On Day of Dow Record, CBS Warns of Economic Problems
October 3 saw the Dow Jones Industrial Average close at a record high of 11,727.34. The “CBS Evening News” saw economic trouble on the horizon.
While CBS’s Anthony Mason offered qualified praise for the market’s recent rally, he sowed seeds of doubt about the market’s strength. Mason highlighted a retiree who “doesn’t trust this new rally” and then warned that “some Wall Street analysts see another bubble in the economy” with real estate.
The business reporter opened his story with the good news. “It took nearly seven years for the closing bell to ring in a new high for the Dow, but Wall Street was hardly going wild,” he told viewers. Then he aired a market analyst who downplayed the new record and compared it to a tied baseball game.
Mason helped him out, further undercutting the good news. “But while the Dow’s finally recovered, the tech-heavy Nasdaq is still worth less than half what it was six years ago,” he added.
That wasn’t all. Mason made it clear that some were “suspicious” about the market. “She’s not alone,” he said of one retiree who was still worried about the economy. “With existing home prices falling for the first time in more than a decade, and a new study showing homeowners spending more and more of their incomes on housing costs, some Wall Street analysts see another bubble in the economy.”
Yet over on NBC’s “Nightly News,” market watcher Maria Bartiromo told anchor Brian Williams that a rising stock market and falling gasoline prices are boosting confidence in the economy as Americans head into the end-of-year shopping season. “People will be able to spend money, they don’t have that pressure of high oil prices, high heating oil costs, and gasoline on their backs. So people are feeling good about the economy now,” Bartiromo noted.
On all three networks it was falling oil prices were assigned credit for the market’s rally, although most of the market’s performance in the years following 9/11 has happened as oil prices have climbed steadily upward.

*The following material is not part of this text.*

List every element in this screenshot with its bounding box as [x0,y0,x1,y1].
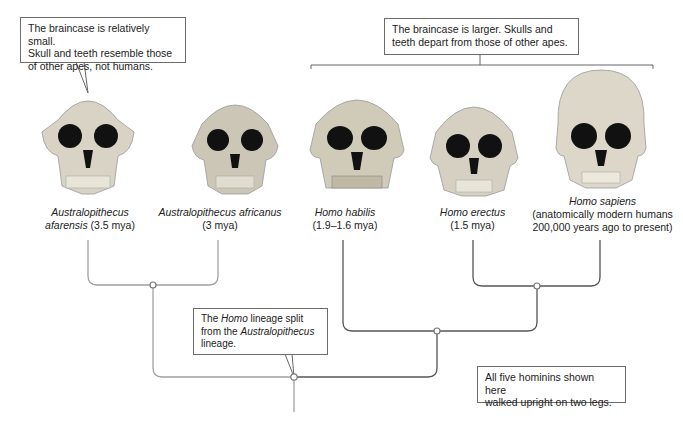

The role of the Bush tax cuts in turning around the economy and boosting the market were completely ignored, even by NBC. Economist Larry Kudlow of its sister network CNBC has long argued that the tax cuts have held a significant role in the economy’s performance post-9/11.
“Apart from the inherent resiliency of our free-market capitalist economy, the fact remains that tax-induced capital cost reduction and resulting higher investment returns have boosted investment, healed business woes, and created employment growth near 2 million new jobs a year (and nearly 5 million since the middle of 2003 when the Bush tax cuts were implemented),” Kudlow wrote at National Review Online on March 11.
The conservative Heritage Foundation also has argued the Bush tax cuts have aided the economy, and the stock market. In a September 1 Web memo, policy analyst James Sherk noting that the “2003 tax cut lowered taxes on savings and investment,” added that the “consequences have been dramatic. Since June 2003, investment in the economy has surged by 28 percent in real terms and is higher now than during the late 1990s. The stock market has also recovered.”